Imagine being held underwater for a minute and then being allowed to come up for air – briefly – only to be involuntarily dunked underwater repeatedly. Your brain will go without oxygen for extended periods of time, which can cause severe damage to a healthy adult. Now, imagine the same nightmare scenario when it is an infant in the process of labor and delivery. If the baby survives at all, the lifelong brain injuries can be nothing short of devastating. Even worse – in many situations, this tragedy could have been prevented by more timely intervention from nurses and physicians.
Ever since damage caps went into place in Texas for lawsuits filed on or after September 1, 2003, one of the largest classes of victims of these damage caps are also some of the youngest and most fraile victims – children suffering from cerebral palsy birth injuries.
Whether it’s a lifetime of care due to the need for a feeding tube, speech therapy, physical therapy, vision therapy, or the need for multiple wheelchairs, auditory and speech devices, or other mobility devices, the medical needs of a child suffering from cerebral palsy can reach the millions of dollars. In Texas, there are provisions which at least allow for some of the medical needs of children suffering from cerebral palsy (also known as “CP”) to be awarded in lawsuits.
However, the damage caps do not account for the hourly and daily suffering of these children. In many instances, a child’s brain may function such that the child does have significant intelligence and knows what he or she is *supposed* to do, but that child’s body won’t allow it. As the saying goes, the mind is willing, but the body is unable.
Imagine going through life in this personal , physical prison where you are already sneered at and made fun of by your peers. But in addition to that daily torture, you have to endure the reality of knowing that you desperately want to perform tasks that most everyone else takes for granted, but you are unable to do so. Yet, you can’t understand why your body is not responding to simple commands. That is daily life for far too many children suffering from cerebral palsy.
To account for this lifetime of pain and suffering, Texas Courts allow, in most circumstances, for a whopping award of – I hope you’re sitting down for this – $250,000. Even if the child’s essential medical needs are taken care of, this paltry $250,000 would barely allow for anything special for a child who is suffering from such a devastating illness (that would be less than all of 80 cents per hour to compensate a child’s pain and suffering for the first 35 years of his or her life).
I’m sure we’ve all seen articles how in other parts of the country, there have been lawsuits which should not have been filed, and on some rare occasions, juries have awarded what seemd like large sums of money to people who were not really injured.
But, as a result of pressure from insurance companies, the Texas legislature sought to enact and lobbyist paid big money to mislead the public with a “new era” of tort reform. However, the people who have been punished the most are those who need assistance the most. If a physician and/or nurse doesn’t act appropriately during the labor and delivery process, and a child suffers a lifelong devastating brain injury, that child should certainly be entitled to recover considerably more than 80 cents per hour for the daily pain that he or she suffers.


(WHAT IS EXPECTED):
For each line in the data that includes "number", make a copy.
BEGIN EXTRACTED ENTRIES
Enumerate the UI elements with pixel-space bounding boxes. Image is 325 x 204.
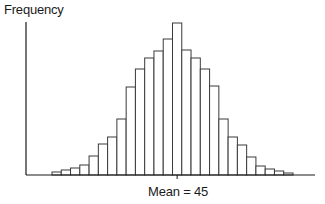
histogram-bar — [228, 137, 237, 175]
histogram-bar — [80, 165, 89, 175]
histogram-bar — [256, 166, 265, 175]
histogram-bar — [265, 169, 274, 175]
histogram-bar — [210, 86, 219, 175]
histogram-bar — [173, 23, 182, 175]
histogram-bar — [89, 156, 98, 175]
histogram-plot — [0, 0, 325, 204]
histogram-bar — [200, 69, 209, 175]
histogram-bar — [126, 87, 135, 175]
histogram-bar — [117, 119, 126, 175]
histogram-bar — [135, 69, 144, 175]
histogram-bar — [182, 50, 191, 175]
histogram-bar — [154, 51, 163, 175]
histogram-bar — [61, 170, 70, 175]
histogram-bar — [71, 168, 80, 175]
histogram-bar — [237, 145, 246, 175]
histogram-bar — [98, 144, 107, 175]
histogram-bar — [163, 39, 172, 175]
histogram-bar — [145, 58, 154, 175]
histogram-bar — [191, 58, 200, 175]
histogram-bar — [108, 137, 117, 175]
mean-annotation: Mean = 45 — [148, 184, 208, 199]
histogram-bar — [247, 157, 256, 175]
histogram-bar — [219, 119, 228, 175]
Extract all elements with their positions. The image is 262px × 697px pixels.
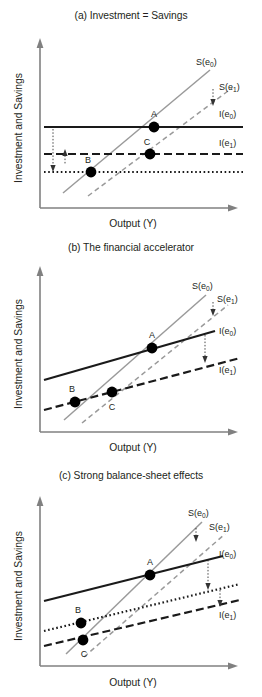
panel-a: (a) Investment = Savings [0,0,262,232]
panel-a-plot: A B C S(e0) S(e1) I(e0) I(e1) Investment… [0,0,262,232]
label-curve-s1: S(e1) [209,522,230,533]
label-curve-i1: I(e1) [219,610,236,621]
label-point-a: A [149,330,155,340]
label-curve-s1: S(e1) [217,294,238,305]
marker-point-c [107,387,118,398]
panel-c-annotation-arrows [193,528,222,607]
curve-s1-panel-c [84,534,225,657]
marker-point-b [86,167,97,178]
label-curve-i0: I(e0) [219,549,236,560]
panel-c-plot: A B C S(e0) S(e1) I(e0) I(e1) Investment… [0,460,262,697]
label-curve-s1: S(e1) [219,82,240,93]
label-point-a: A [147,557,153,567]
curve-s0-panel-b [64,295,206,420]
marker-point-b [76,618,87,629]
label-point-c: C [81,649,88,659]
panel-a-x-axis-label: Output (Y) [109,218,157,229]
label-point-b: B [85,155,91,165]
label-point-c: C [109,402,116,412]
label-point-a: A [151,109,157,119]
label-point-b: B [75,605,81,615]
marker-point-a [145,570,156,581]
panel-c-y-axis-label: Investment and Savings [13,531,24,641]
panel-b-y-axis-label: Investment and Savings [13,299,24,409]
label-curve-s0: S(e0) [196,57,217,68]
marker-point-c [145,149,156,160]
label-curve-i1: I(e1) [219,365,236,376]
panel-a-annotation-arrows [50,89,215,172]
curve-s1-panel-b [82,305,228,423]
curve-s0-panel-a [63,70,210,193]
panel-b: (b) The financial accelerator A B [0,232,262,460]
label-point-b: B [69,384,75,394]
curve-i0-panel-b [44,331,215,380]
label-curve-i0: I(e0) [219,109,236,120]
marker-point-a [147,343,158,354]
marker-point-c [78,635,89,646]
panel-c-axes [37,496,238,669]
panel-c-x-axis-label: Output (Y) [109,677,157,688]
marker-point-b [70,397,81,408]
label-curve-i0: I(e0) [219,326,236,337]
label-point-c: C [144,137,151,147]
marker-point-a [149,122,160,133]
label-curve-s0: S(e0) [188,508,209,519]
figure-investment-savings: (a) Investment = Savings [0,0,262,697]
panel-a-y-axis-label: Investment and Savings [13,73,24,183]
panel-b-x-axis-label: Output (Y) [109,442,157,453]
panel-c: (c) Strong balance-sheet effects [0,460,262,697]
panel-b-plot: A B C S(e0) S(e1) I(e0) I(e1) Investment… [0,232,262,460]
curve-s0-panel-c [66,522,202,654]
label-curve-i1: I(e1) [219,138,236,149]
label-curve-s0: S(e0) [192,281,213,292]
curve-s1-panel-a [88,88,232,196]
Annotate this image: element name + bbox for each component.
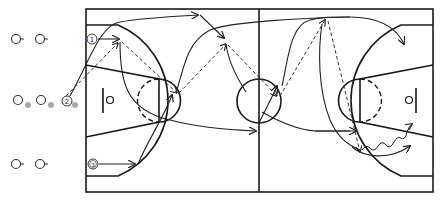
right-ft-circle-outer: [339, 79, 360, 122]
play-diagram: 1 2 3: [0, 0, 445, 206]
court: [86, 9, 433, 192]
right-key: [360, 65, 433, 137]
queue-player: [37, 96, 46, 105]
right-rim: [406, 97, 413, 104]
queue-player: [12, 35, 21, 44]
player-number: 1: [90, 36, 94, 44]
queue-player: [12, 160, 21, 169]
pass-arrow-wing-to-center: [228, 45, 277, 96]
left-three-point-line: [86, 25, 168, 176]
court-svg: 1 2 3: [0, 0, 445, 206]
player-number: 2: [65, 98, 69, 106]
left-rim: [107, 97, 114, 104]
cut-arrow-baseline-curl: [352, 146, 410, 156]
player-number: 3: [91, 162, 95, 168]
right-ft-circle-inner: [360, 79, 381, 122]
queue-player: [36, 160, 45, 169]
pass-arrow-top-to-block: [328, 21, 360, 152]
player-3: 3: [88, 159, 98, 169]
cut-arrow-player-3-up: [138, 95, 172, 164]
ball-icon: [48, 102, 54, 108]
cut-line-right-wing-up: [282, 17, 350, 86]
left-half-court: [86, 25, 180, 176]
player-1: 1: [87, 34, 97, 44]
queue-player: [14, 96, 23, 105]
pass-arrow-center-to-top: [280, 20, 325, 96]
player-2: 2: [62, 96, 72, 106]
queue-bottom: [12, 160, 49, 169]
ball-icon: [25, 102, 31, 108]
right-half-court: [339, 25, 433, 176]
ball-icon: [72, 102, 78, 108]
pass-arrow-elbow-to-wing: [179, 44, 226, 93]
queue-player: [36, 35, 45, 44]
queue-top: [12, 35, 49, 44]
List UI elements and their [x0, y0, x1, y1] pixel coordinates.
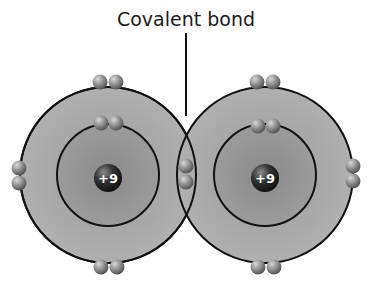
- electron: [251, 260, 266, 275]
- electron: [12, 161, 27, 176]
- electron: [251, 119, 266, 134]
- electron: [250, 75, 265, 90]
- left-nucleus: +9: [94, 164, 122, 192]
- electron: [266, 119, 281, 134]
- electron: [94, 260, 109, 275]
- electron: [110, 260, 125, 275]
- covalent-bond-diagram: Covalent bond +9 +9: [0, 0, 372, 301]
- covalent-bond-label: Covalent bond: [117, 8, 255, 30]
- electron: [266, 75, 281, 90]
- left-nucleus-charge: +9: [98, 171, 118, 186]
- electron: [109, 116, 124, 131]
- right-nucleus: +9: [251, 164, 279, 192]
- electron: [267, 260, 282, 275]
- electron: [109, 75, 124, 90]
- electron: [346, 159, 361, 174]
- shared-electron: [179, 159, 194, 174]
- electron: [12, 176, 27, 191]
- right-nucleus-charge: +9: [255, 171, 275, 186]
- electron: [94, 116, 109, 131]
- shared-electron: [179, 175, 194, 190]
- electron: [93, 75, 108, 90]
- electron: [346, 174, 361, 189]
END EXTRACTED ENTRIES
(TASK RESULT):
player-number: 1: [90, 36, 94, 44]
player-number: 2: [65, 98, 69, 106]
player-number: 3: [91, 162, 95, 168]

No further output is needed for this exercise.